L3. Articulating concept. The level of naming and describing what is immediately available in the mesocosm: entities, states, and processes that can be indicated without further abstraction. L3 opens a field without closing it for decision.

L4. Actionable concept. The level of abstraction from many L3 particulars into a general category. Not all L4 concepts license consequential decisions; those that do are actionable in the strong sense. L4 is prone to leave immediate mesocosmic salience behind.

Symbolic mode. The operative function of a concept in a given context. Mesocosmic coordination: the symbol is embedded in an immediate, verifiable coordination (“pass me the salt”). Reference to absence: the symbol points toward something not present (the philosopher’s “cat is on the mat”). Re-presentation: the symbol stops pointing toward an absence and becomes the thing itself (the Christian Eucharist). Not marked in ordinary language.

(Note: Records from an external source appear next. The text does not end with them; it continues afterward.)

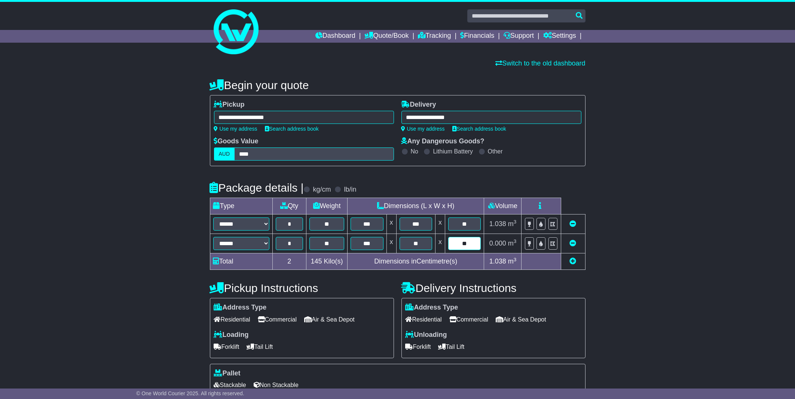  I want to click on a: Tracking, so click(435, 36).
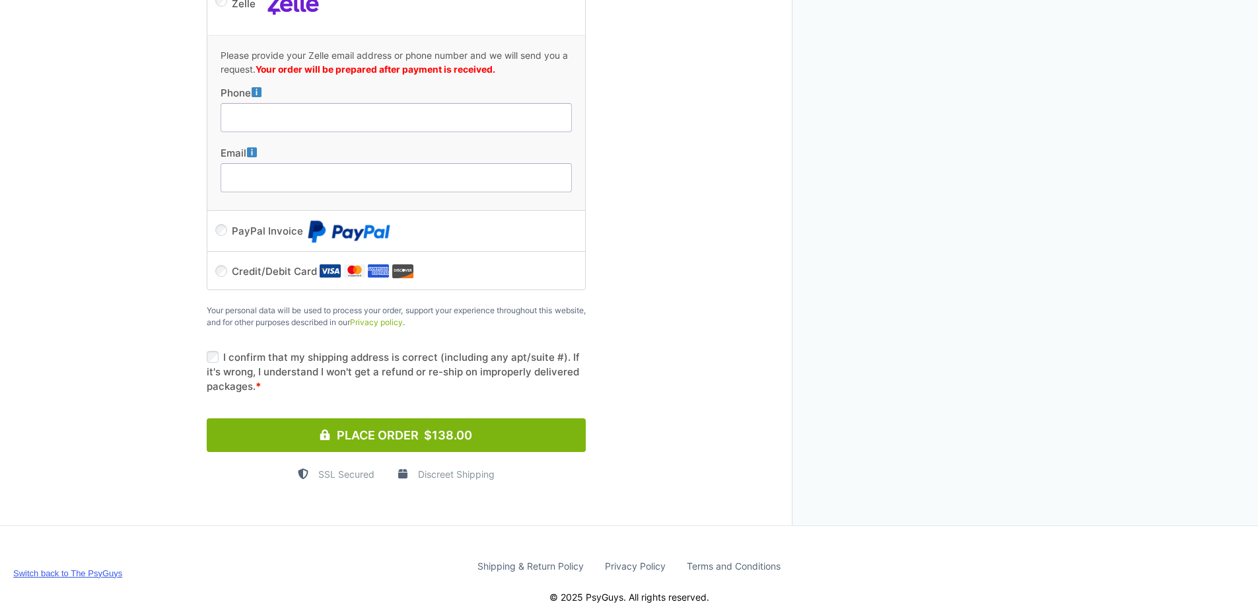 Image resolution: width=1258 pixels, height=606 pixels. I want to click on fieldset: Please provide your Zelle email address or phone number and we will send you a request., so click(396, 62).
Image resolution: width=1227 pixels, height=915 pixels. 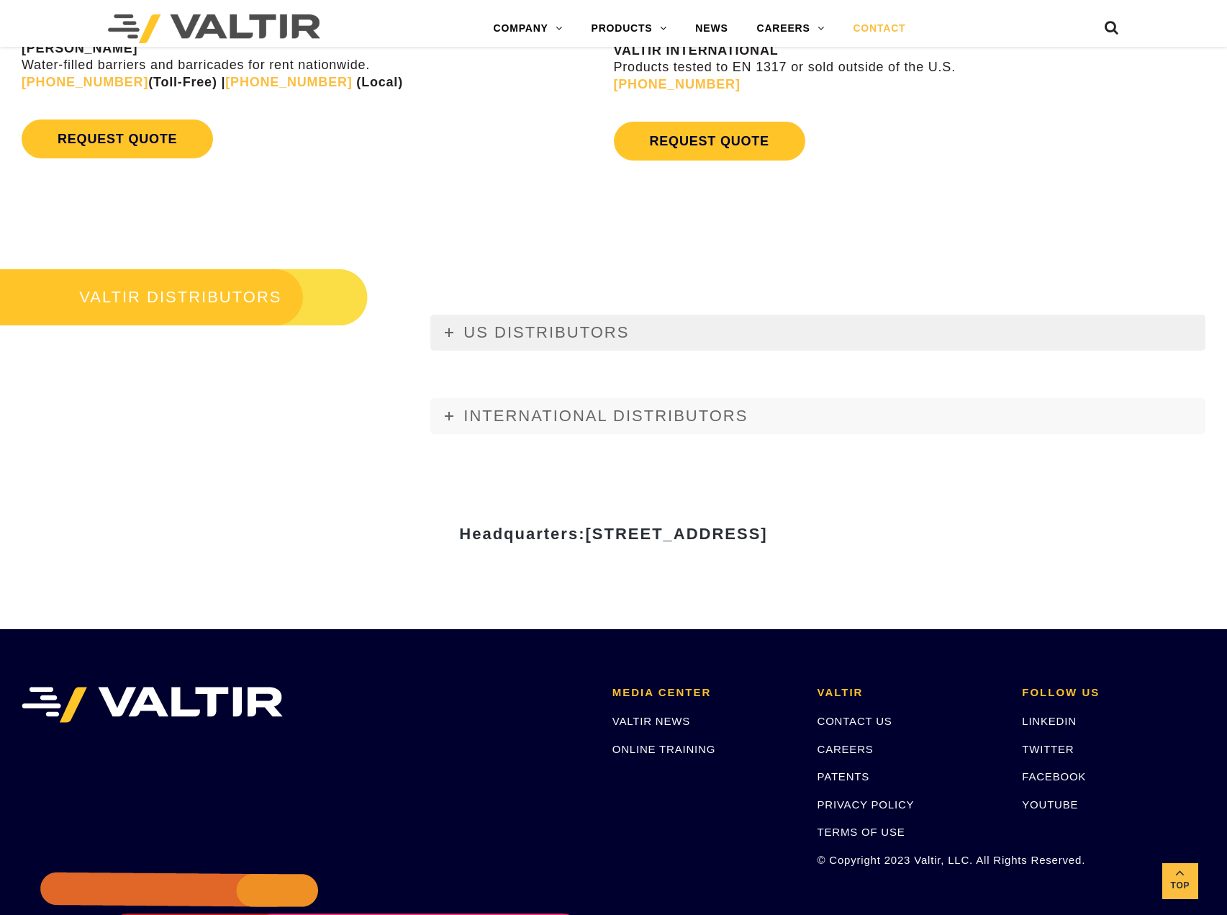 I want to click on strong: VALTIR INTERNATIONAL, so click(x=696, y=50).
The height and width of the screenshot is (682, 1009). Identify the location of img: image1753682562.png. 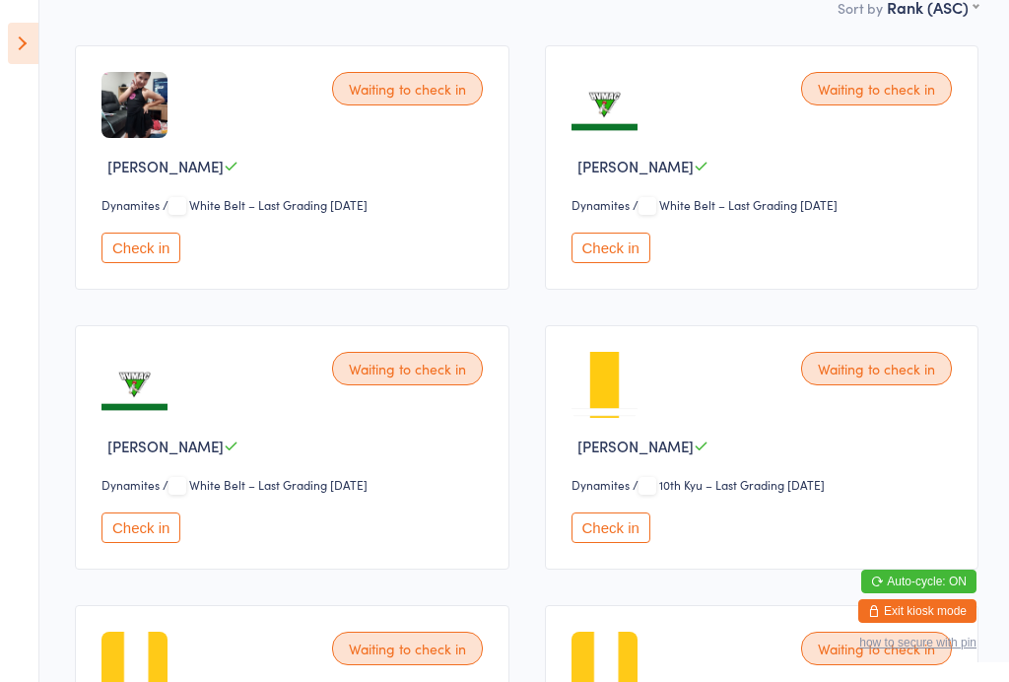
(134, 384).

Mediational bandwidth. The range of the five mediations (embodiment, being-with, dwelling, multimateriality, multisymbolism) that a concept attempts to stabilise. Not revealed by ordinary language. The gap between formal and functional bandwidth is a primary site of conceptual danger.

Recursivity bandwidth. The range of recursivity levels a concept spans or requires, including whether it demands self-application by the persons it classifies. Ricardo’s class has minimal recursivity bandwidth; Marx’s class has maximal recursivity bandwidth. Distinct from mediational bandwidth.

Domain recursivity status. Whether a concept’s domain is non-recursive (indifferent to being described), self-recursive (responsive through internal feedback), or inter-recursive (responsive through mutual interpretation and shared symbolisation). Not revealed by ordinary language.

Disguised-L4 concept. An L4 decision concept formatted to appear as L3 entity-naming, presenting a decision algorithm as an observational report. Major Depressive Disorder is the paradigm case.

Trapdoor of ordinary language. The systematic invisibility, in ordinary language symbolisation specifically, of the most consequential properties of concepts: their symbolic mode, recursivity level, mediational bandwidth, recursivity bandwidth, and domain recursivity status. Does not apply to mathematics, musical notation, or other constrained symbol systems.

Mesocosmic fit. The degree to which a concept tracks the lived coordination of the domain it governs. Distinguished from truth, utility, and institutional stability.

Original misfit. A concept’s failure to fit the domain it was designed or used to stabilise from the very beginning. Not degradation over time but malformation at entry.

Hysteresis. A concept’s persistence after the mesocosmic conditions that once supported it have changed.

Cultural misfit. A concept’s failure to travel across mesocosms without importing distorting assumptions. Distinct from original misfit: a concept can be adequate to its home mesocosm while being inadequate to the mesocosm it enters.

Sequential misfit. A concept’s failure to map the correct order or dependency of processes in inter-recursive domains, where the order of events is not the order of formation.

Evaluative misfit. A concept’s use of criteria that do not match the value structure of the domain. Institutions measure what they can stabilise rather than what the domain values.

Causal misfit. A concept’s assumption of a causal structure inappropriate to the domain’s recursive ontology.

Redistribution of recursivity. The structural effect of applying actionable concepts to inter-recursive domains: the recognised site of recursive activity is relocated from the persons in the domain to authorised professional or institutional actors.

Forced misarticulation. The institutional production of speech that does not match the experience it is required to express. Generated by enforcement of low-fit categories in inter-recursive domains.

Mesocosmic humility. The disciplined recognition that concepts and institutions cannot capture the whole domain they stabilise, combined with the willingness to design and use concepts accordingly.